Rhinos, alligators, and tapirs from the Gray Site Phil Fraley Productions |
Formation: Sediment fill in the Knox Group
Age: Miocene (7-5 Ma)
By the end of the Miocene, grasslands had expanded across the interiors of most continents, but that is not to say that forests went extinct. In places where temperature and precipitation remained favorable, forests of various kinds continued to flourish even as global climate cooled and dried. The Appalachians were one such area, and at the end of the Miocene they were blanketed in woods of oak, hickory, and pine similar in many ways to those of the southern end of the mountain range today. East Tennessee sits atop carbonate rocks that can be dissolved by water, leading in places to the collapse of overlying sediments to form sinkholes. One such sinkhole in eastern Tennessee that existed in the closing days of the Miocene accumulated the remains of plants and animals from the area that would eventually become one of the richest vertebrate fossil-bearing sites in eastern North America. Because it represents a forest from an interval with a fossil record dominated by grasslands, the Gray Fossil Site has yielded many animals not commonly seen elsewhere. Perhaps the most interesting of these are animals that migrated to North America from elsewhere as cooling temperatures, lowering sea levels, and the movement of tectonic plates facilitated the movement of species across the globe. North America and Asia were connected many times over the course of the Cenozoic, and some Asian immigrants found at the Gray Site, such as elephant-like gomphotheres and cats (including some of the saber-toothed variety), had arrived on the continent in the mid-Miocene. Others, such as bears and, bizarrely, red pandas, were much more recent arrivals. Perhaps most significant of all, though, were giant ground sloths, the earliest and among the most successful of migrants from South America, which until the end of the Miocene had been comparable to Australia in its isolation from the rest of the world. There are also plenty of North American natives at the Gray Site, the most common of which were tapirs (which, though they are extinct on the continent today, have a fossil record here dating back to the Eocene). The dwarf species Tapirus polkensis has been found in such numbers, and in such good states of preservation, that it's been the focus of population ecology analyses, an area of study that usually cannot be applied to fossil vertebrates.
Visit: East Tennessee State University in Johnson City owns the Gray Site and operates a museum there.
Fossils: As opposed to many of the lagerstätten featured this month, fossils of which are often scattered through several collections, pretty much everything from the Gray Site has wound up in the ETSU collections.
Is there a relevant book full of gorgeous fossil photos that I can gift to a paleontologically-minded friend?: There is!
This post is part of my 2015 Paleontology Advent Calendar, a series of vignettes on lagerstätten - sites of exceptional fossil preservation - that document changes in climate and environments through the Cenozoic. You can see the other posts here.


* [Exercise]:
Which lines of the entries below include "right"? List them all.

◆ ◆ ◆ ◆

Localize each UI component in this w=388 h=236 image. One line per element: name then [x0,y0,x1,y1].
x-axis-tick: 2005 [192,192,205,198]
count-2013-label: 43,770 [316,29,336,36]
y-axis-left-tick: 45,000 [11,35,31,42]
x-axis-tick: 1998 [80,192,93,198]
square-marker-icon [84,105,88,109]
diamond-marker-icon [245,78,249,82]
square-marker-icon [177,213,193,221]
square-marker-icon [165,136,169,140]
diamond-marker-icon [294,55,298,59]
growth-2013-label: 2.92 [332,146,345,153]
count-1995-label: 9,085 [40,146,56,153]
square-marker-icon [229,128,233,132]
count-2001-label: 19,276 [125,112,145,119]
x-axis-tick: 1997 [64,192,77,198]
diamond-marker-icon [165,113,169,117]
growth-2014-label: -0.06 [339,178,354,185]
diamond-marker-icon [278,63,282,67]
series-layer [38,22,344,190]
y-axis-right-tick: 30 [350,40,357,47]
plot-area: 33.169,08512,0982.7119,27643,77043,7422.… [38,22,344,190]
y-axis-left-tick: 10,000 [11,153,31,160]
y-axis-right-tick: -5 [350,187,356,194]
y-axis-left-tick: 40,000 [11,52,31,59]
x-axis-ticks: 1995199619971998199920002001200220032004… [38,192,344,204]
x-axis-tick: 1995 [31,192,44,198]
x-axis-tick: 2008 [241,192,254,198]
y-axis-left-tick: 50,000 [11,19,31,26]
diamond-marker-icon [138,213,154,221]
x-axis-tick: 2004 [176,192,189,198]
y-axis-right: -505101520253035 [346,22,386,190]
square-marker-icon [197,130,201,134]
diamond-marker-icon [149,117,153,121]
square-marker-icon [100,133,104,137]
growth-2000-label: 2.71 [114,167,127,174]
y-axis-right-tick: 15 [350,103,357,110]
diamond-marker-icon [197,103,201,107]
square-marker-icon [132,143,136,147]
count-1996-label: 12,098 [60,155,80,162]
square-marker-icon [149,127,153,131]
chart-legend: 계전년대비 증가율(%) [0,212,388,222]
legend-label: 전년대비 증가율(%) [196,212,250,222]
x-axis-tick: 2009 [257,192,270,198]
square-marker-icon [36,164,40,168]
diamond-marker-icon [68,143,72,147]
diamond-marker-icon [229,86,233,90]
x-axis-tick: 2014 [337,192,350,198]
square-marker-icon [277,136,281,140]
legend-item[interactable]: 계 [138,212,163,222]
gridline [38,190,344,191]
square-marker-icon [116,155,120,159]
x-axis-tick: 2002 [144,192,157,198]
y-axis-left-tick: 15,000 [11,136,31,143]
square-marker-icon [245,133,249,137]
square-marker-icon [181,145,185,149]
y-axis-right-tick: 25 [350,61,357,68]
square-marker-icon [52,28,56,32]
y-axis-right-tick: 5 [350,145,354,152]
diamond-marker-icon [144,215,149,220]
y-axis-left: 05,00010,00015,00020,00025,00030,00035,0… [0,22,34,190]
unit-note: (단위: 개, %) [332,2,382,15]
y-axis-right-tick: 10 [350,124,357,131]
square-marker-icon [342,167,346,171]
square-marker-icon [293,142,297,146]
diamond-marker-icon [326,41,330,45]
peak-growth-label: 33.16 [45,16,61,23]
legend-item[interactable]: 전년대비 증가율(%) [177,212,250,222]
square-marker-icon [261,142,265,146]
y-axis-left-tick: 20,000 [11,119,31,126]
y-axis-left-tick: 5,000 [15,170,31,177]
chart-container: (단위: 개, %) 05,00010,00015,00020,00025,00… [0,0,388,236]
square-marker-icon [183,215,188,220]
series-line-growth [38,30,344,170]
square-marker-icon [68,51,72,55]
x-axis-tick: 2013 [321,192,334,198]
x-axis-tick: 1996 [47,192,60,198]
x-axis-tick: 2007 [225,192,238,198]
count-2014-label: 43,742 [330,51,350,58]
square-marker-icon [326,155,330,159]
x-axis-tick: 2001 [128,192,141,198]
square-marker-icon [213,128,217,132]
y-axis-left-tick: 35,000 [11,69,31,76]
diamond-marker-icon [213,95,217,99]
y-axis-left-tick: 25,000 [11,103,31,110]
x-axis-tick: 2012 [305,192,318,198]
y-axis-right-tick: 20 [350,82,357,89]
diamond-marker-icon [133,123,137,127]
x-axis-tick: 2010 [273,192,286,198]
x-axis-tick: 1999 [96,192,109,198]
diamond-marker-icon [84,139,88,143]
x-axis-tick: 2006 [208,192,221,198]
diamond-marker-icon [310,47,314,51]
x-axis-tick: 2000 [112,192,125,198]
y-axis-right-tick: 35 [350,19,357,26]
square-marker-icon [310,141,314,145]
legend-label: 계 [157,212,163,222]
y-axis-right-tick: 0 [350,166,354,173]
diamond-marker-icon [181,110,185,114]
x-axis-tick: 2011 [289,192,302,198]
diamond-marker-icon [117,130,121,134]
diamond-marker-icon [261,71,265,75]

◆ ◆ ◆ ◆

* [Answer to this problem]:
y-axis-right-tick: 30 [350,40,357,47]
y-axis-right-tick: -5 [350,187,356,194]
y-axis-right: -505101520253035 [346,22,386,190]
y-axis-right-tick: 15 [350,103,357,110]
y-axis-right-tick: 25 [350,61,357,68]
y-axis-right-tick: 5 [350,145,354,152]
y-axis-right-tick: 10 [350,124,357,131]
y-axis-right-tick: 20 [350,82,357,89]
y-axis-right-tick: 35 [350,19,357,26]
y-axis-right-tick: 0 [350,166,354,173]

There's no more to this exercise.